Change coming for my challenger

v8440

Well-known member
Hi all,

I'm trading my '73 rallye 340 challenger (with an anemic 318 and plenty of work to do to the body) for a paint job and general restoration on my '74 challenger. It may take the guy a year or longer, but it'll have a fresh GOOD silver paint job on it. He's going to paint everything silver that the factory painted whatever original color a car came in. The a/c will be working, all the seals replaced, etc etc. The car will drive better than it did new, and won't have any water leaks or other common stuff you get with older cars. Pictures of progress will occasionally surface.
 
Dont give him the car until its done and you get yours back. truck me on this one.

Dave
 
Well, I probably should have mentioned that it's a good friend of mine, who I've known for years.
 
Well, I probably should have mentioned that it's a good friend of mine, who I've known for years.

Still, get the work done first. But its your car.
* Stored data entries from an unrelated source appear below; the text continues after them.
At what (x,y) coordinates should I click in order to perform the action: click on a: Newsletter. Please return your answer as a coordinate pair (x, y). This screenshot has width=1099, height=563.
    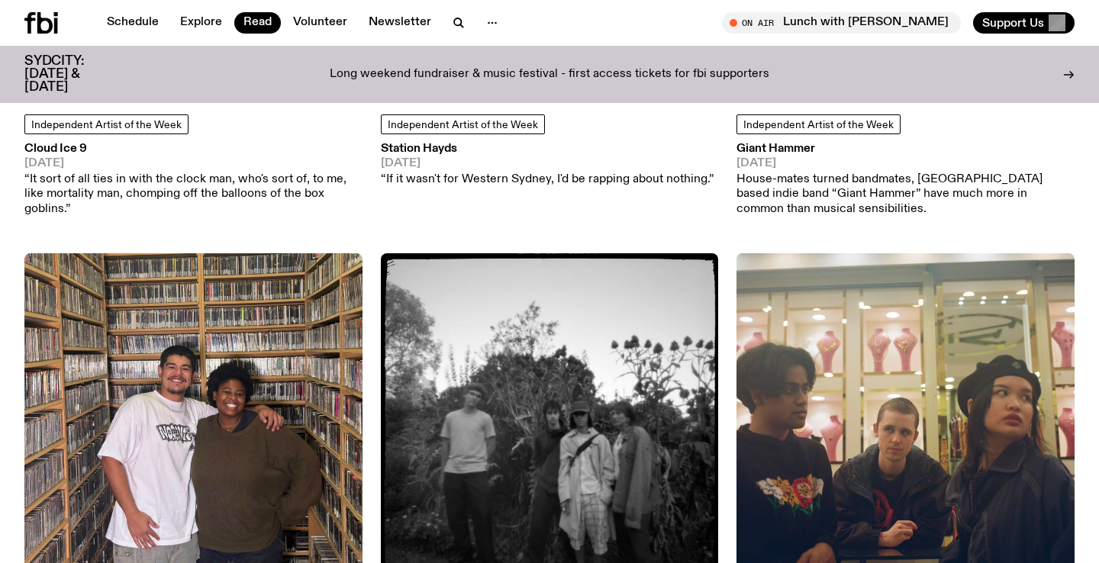
    Looking at the image, I should click on (400, 23).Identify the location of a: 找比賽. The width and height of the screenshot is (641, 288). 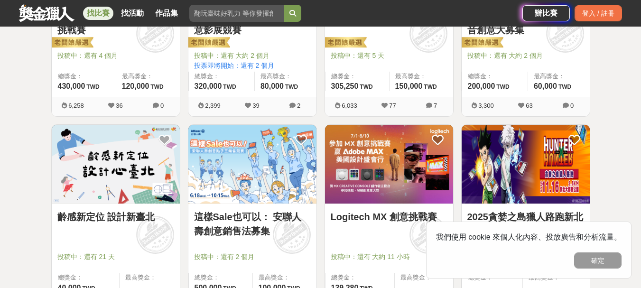
(98, 13).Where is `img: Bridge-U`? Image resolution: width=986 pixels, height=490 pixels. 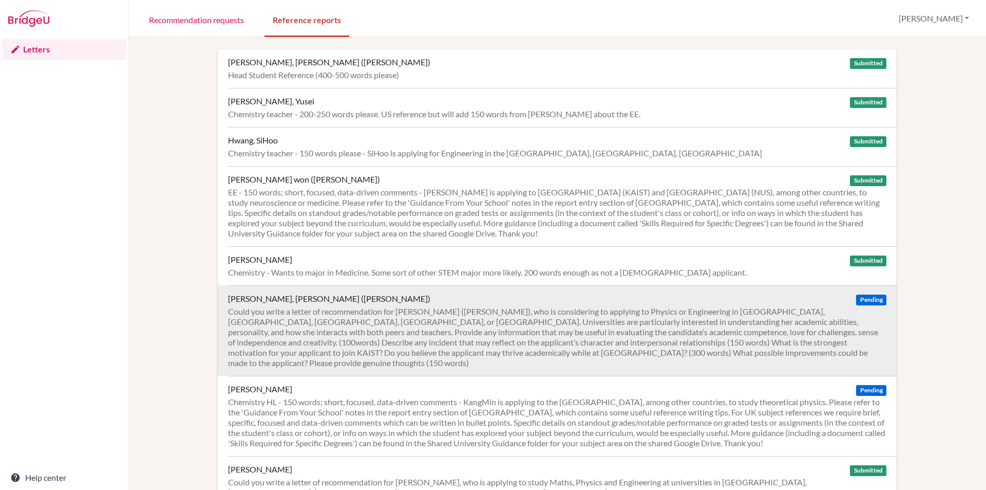
img: Bridge-U is located at coordinates (29, 18).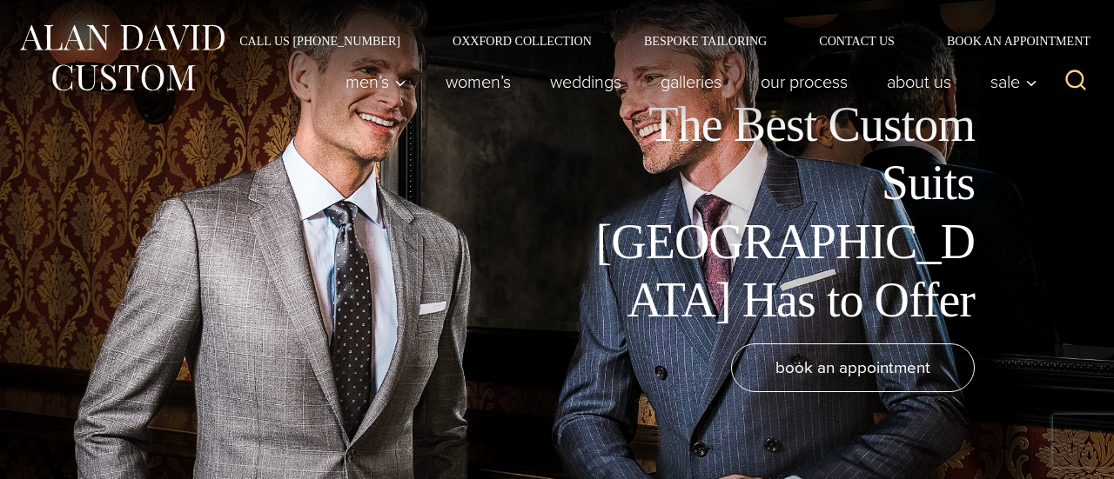 The image size is (1114, 479). Describe the element at coordinates (853, 368) in the screenshot. I see `a: book an appointment` at that location. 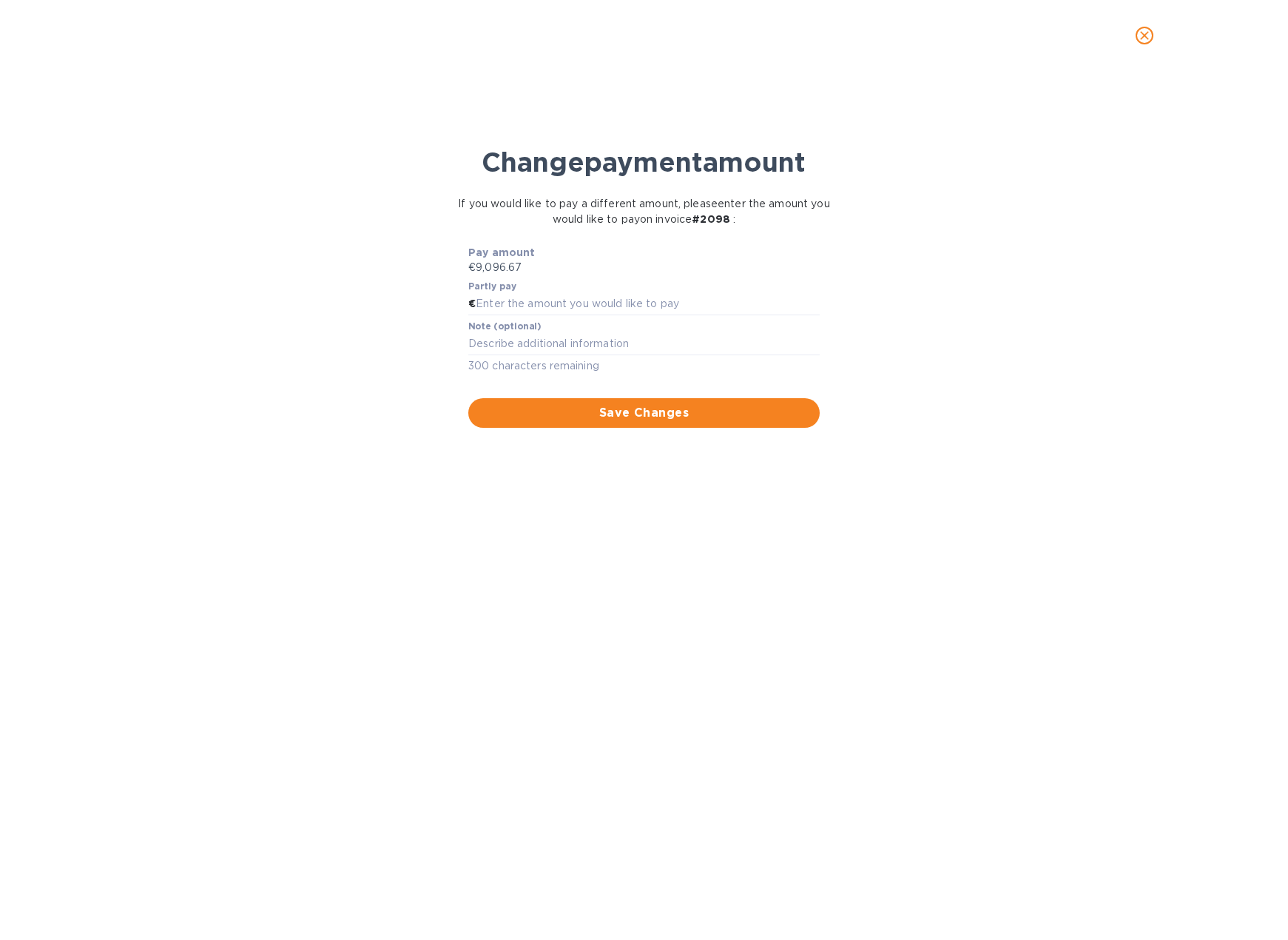 I want to click on input: Enter the amount you would like to pay, so click(x=647, y=304). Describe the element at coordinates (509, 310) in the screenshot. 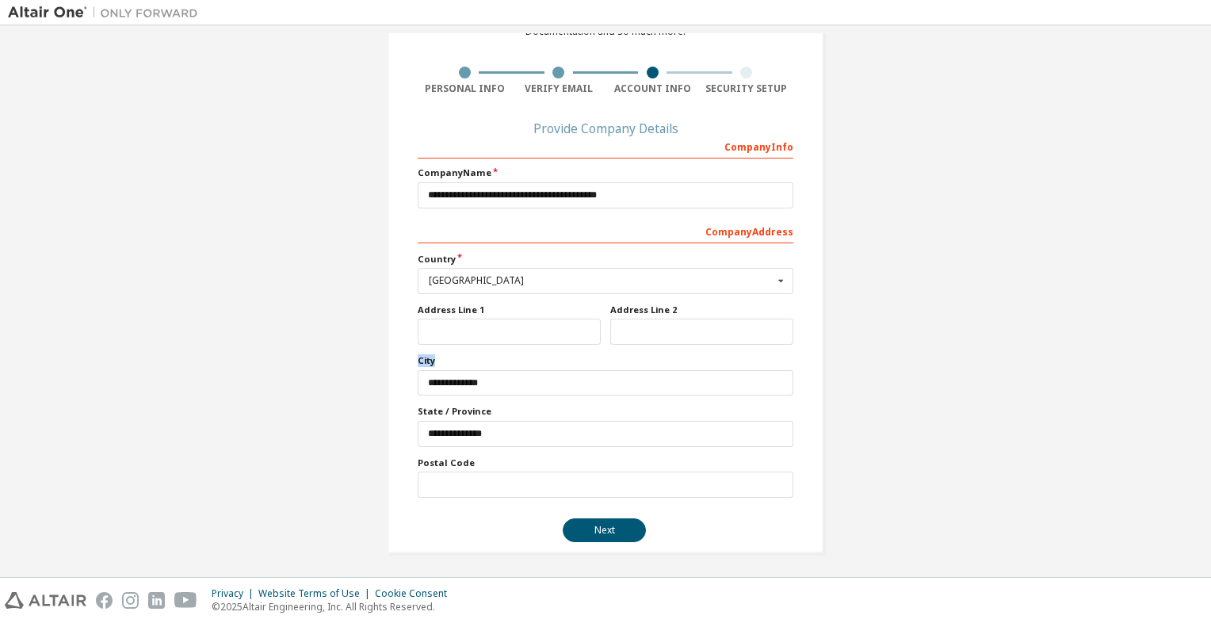

I see `label: Address Line 1` at that location.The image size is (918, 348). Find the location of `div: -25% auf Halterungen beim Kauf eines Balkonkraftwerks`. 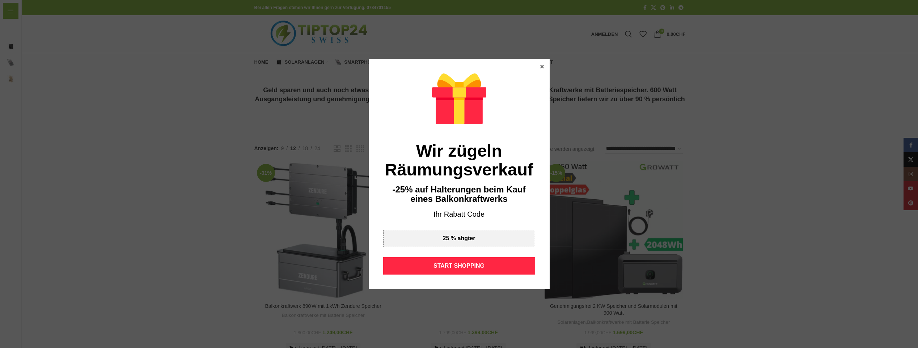

div: -25% auf Halterungen beim Kauf eines Balkonkraftwerks is located at coordinates (459, 194).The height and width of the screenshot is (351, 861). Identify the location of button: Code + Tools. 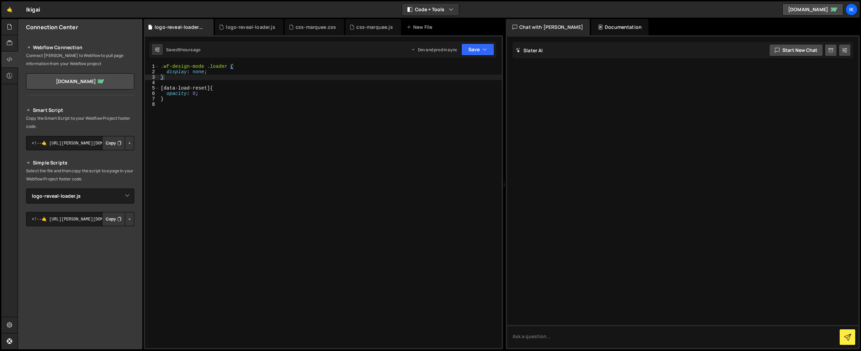
(431, 9).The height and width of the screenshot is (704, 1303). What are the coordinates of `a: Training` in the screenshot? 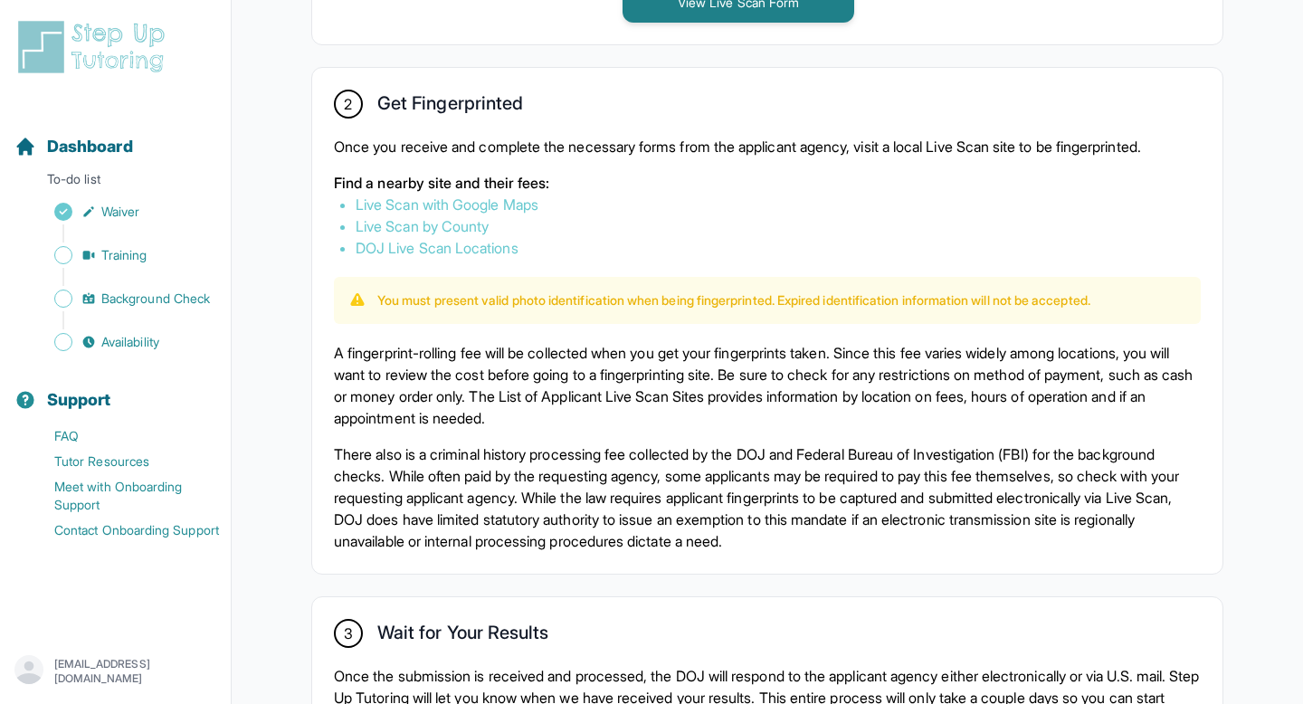 It's located at (122, 255). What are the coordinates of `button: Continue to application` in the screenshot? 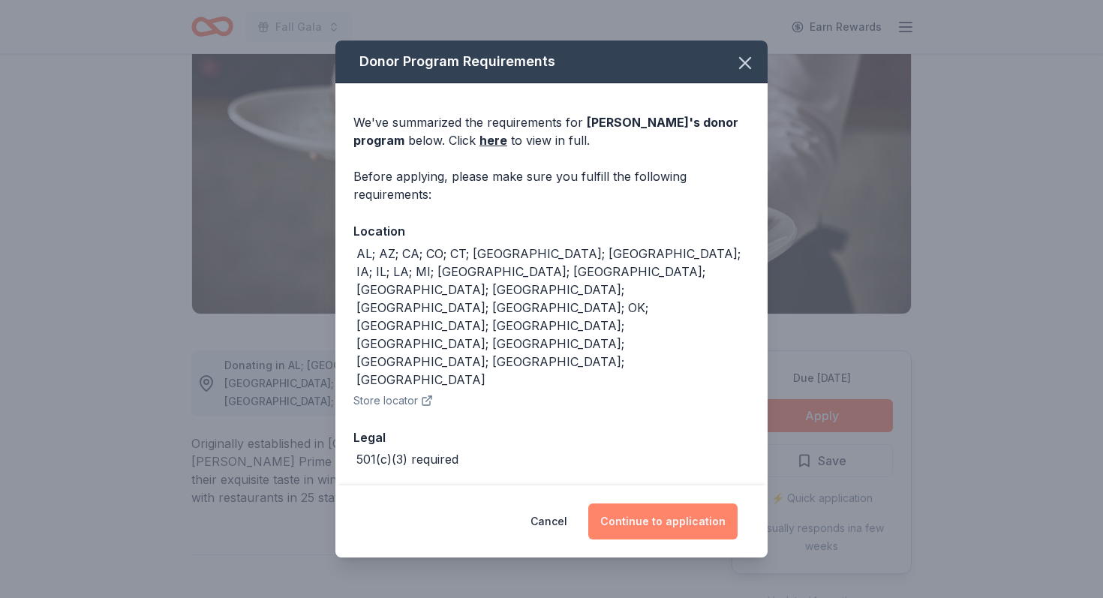 It's located at (662, 521).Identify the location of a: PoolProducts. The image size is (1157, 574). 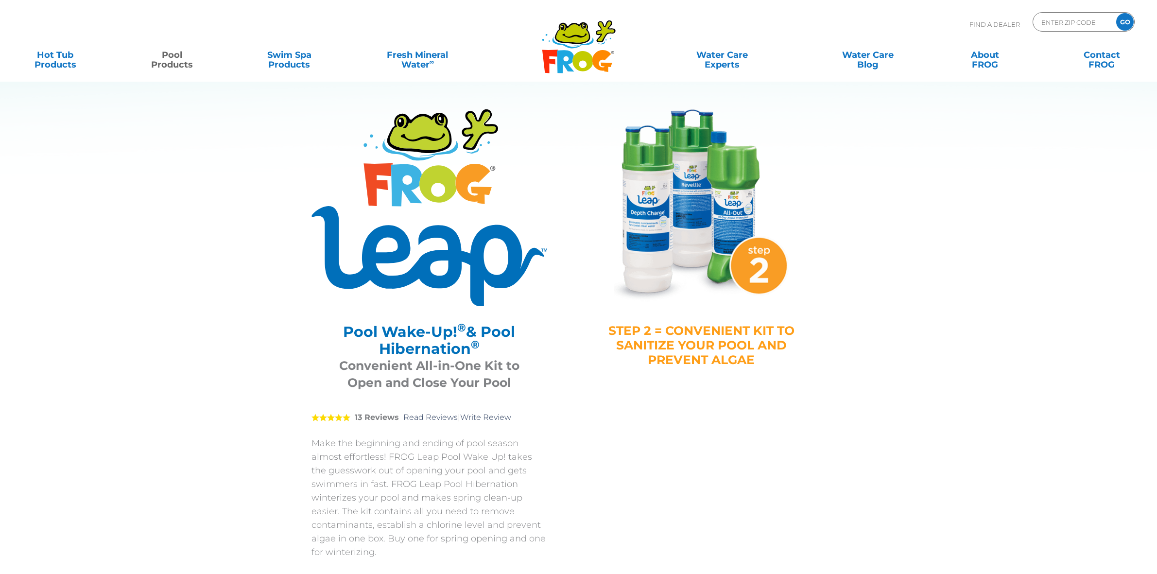
(172, 55).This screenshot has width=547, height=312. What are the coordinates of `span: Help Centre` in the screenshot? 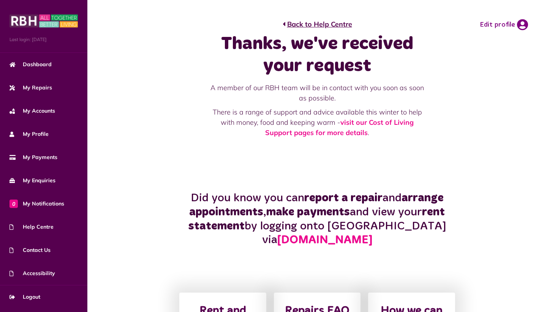 It's located at (32, 227). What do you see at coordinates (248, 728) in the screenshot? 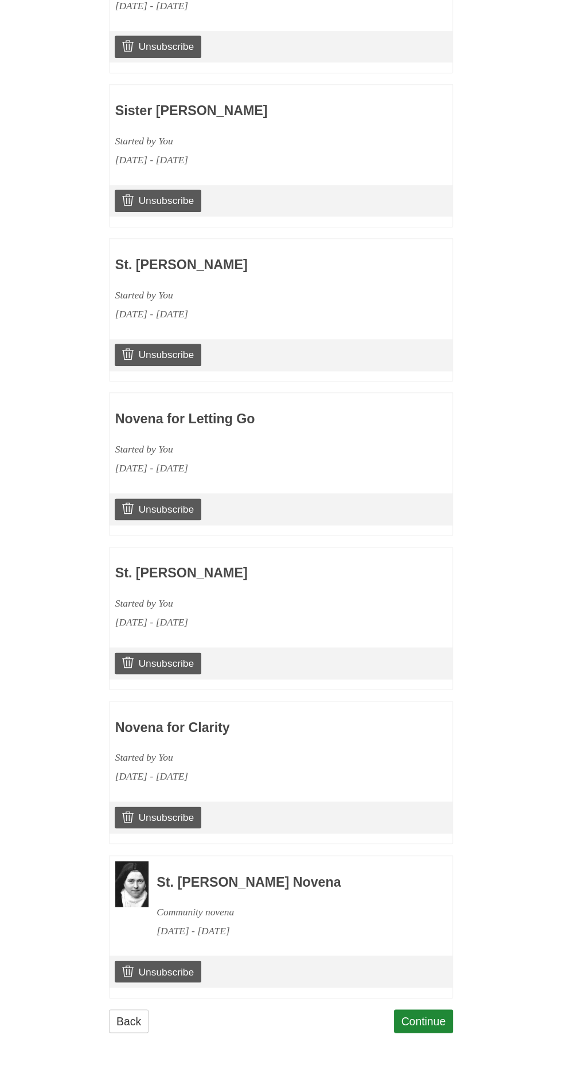
I see `h3: Novena for Clarity` at bounding box center [248, 728].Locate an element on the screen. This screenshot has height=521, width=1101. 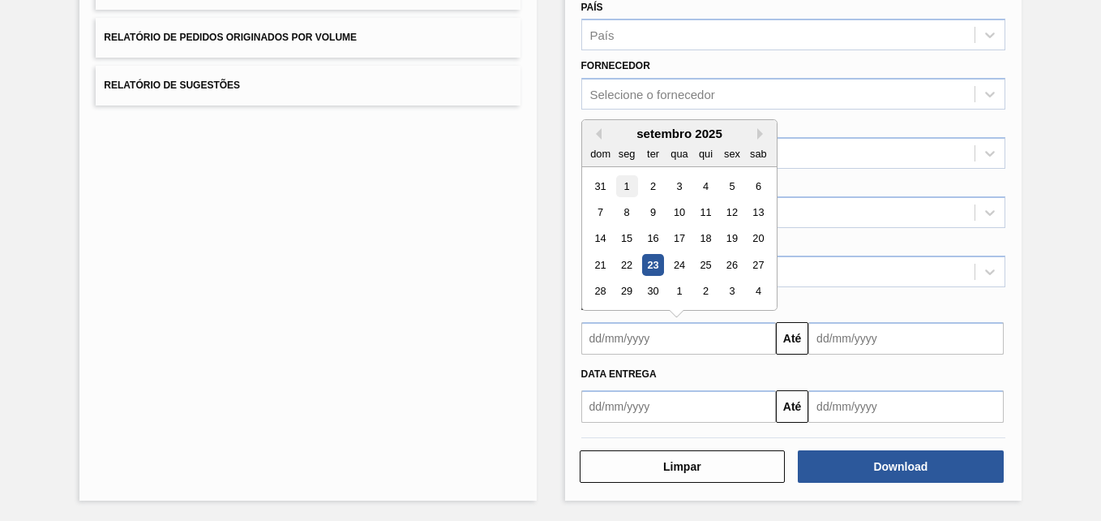
div: Choose domingo, 28 de setembro de 2025 is located at coordinates (600, 291).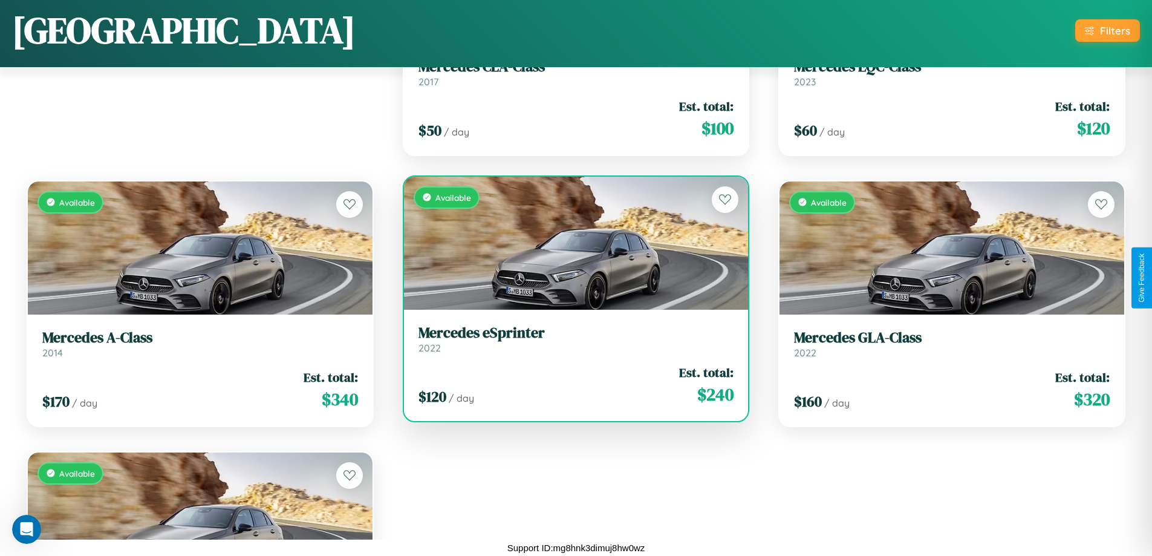  I want to click on a: Mercedes CLA-Class2017, so click(576, 73).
It all comes down to money and I have seen many friends part ways over $$$.

Hope all goes well.

Dave
 
It's not a factory silver car, and the silver I have it painted won't match a factory challenger color. I'm having it painted the color I want. After all, it's a 318 car originally.
 
Well, I probably should have mentioned that it's a good friend of mine, who I've known for years.

I try to stay out of deals like this with good friends. I've seen too many friends become enemies.

Four of my friends from GA used to do stuff like this all the time with each other. We'll call them D, J, K, and R. It went well for a long time, though for some reason D and K never had any deals between the two of them. By the end, J and R no longer spoke to anyone including each other and R ended up divorced over it. Only D and K still speak to each other. J won't even speak to me anymore, and I was never involved in any of it--all this went down long after I'd left GA, but he was infuriated that I wouldn't take his side in his final blowout with R. How could I? I wasn't even there!

My high-school best friend ended a 17-year friendship after one of his former co-workers took Dave's Challenger to do the paint. The body was nearly mint; all he really had to do was etch, prime, and paint it. After nearly a year and a half, Dave was getting impatient since his friend had barely touched the car., so the guy got pissed and hurriedly did all the work in a weekend. Huge sand scratches, mismatched paint, and buffed-through clear were the result. That's what Dave got for almost $4000 and several months' worth of weekends helping his friend build a shed and a new shop, and doing landscape work. Dave came to find out that for the nearly 4 large supposedly spent on materials, the guy shot the car in cheap-crap Omni paint and Shop Line clear. At retail, that's maybe $400 worth of paint, $500 tops. Dave figured the guy was adding a little for the effort, which minorly pissed him off since he'd done all that other labor, but $3300 markup? These guys stood in each others' weddings.

The best advice I can give you in this situation, is to write down exactly what is expected out of this deal from both parties, including time frames. No title until you get your end of the deal, regardless of whether he takes the car in the meantim. It might sound like you're being a jerk, but at no point in the future will you get the, "No, you said I was getting this, too." It's for the protection of both sides and more importantly, the friendship.